Nerdarchy the Website exclusive
In our Patreon chat I mentioned a series of posts I wrote on my old blog where I created a character in the Dungeons & Dragons Online MMO as a Free Agent reporter for the Khorvaire Chronicle. The character spent their time in the game speaking with NPCs in Stormreach and tagging along on quests with other players to report on them. If you’re interested you can check out those old posts here.
It’s worthwhile to consider things like newspapers as well as other forms of media in a campaign setting. In our live play Ingest Quest Spelljammer game a form of magical social media called Hark gave people opportunities to leave reviews for restaurants and other businesses among the crystal spheres. The players never really engaged with this element but it was there, mentioned in episode 1!
Mass communication may not have the advantage of technology like we have here in the real world, but the fantasy worlds of 5E D&D have magic to more than make up for this. A campaign world doesn’t need high magic or wide spread magic to include things like animal messenger or sending services and like Ted mentions ancient devices might still be employed for communication despite modern people not fully understanding what they are or how they operate.

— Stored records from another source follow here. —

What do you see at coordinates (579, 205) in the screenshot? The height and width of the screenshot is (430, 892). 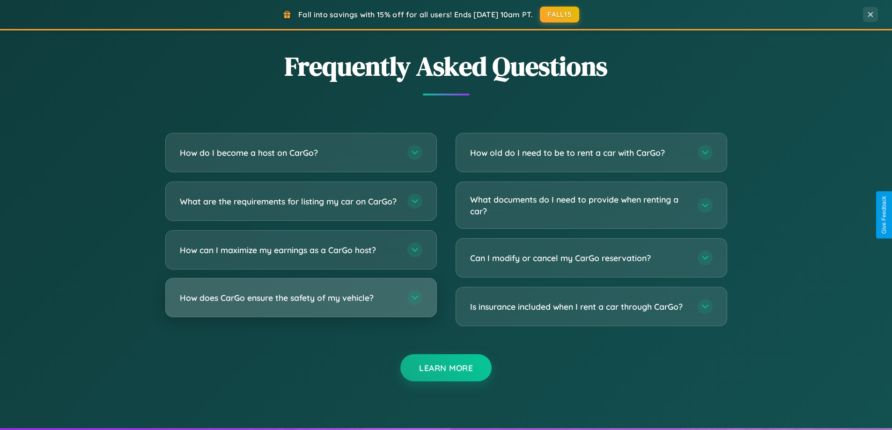 I see `h3: What documents do I need to provide when renting a car?` at bounding box center [579, 205].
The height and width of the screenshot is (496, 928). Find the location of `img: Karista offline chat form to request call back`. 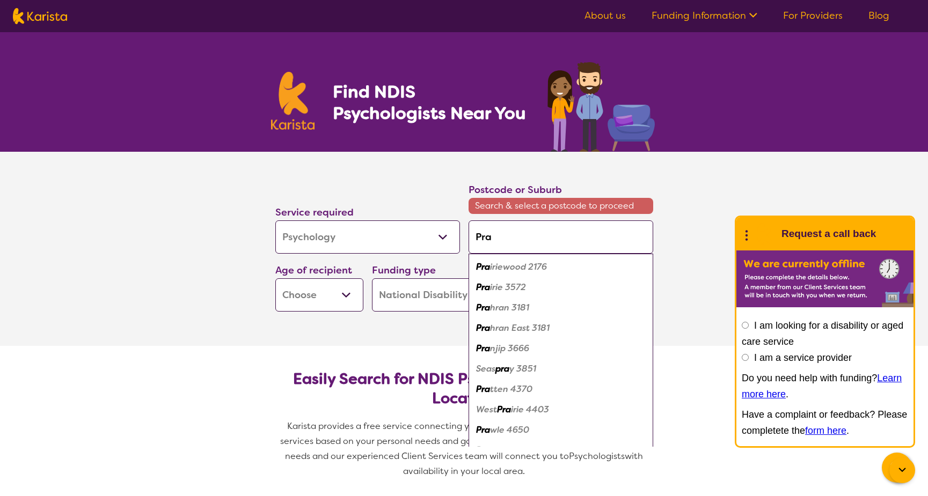

img: Karista offline chat form to request call back is located at coordinates (825, 279).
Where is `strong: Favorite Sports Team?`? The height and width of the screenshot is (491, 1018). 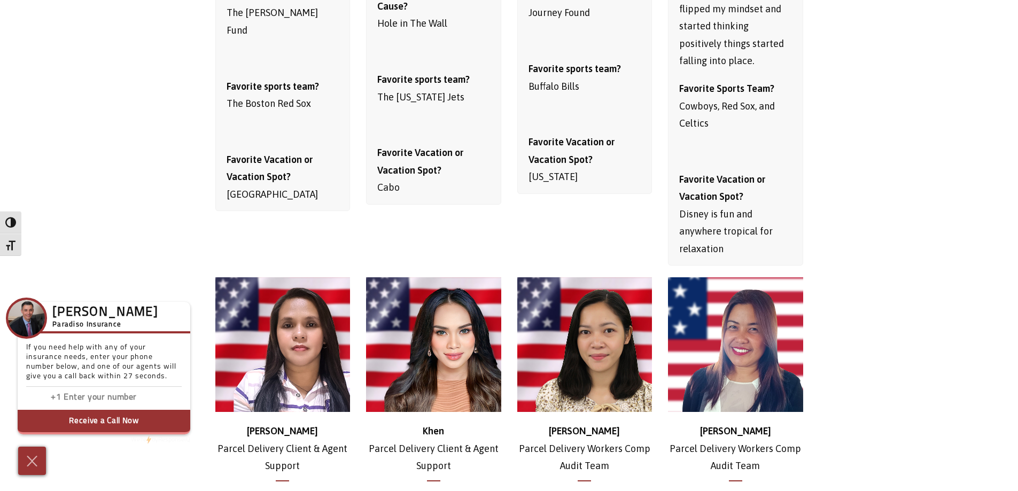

What about for entertainment? Certainly, simple cantrips like control flames, dancing lights, druidcraft, minor illusion, prestidigitation, shape water and thaumaturgy would delight audiences. The fireworks effect of pyrotechnics produces a spectacular effect and higher level illusion spells could deliver razzle dazzle.
Imagine skilled illusionists who could command high prices to put on fantastical illusory shows. A performance troupe including such a specialist could put on amazing productions and reach celebrity status in a huge area, perhaps worldwide.
Including different forms of media in your 5E D&D setting fills an important role of providing something players can relate to. We understand how powerful communication is for society, and how it can create conflict and drama as much as entertain and inform. When characters encounter these different kinds of media, players understand what engaging with them means on a broader scale.
On the flip side, you could introduce a form of media into an existing campaign and have it intersect with the players when an emerging news source starts covering the adventuring party itself! Imagine how the characters will react when their world saving adventures are cause for feature stories and maybe exploitation, sensationalism or tabloid reporting.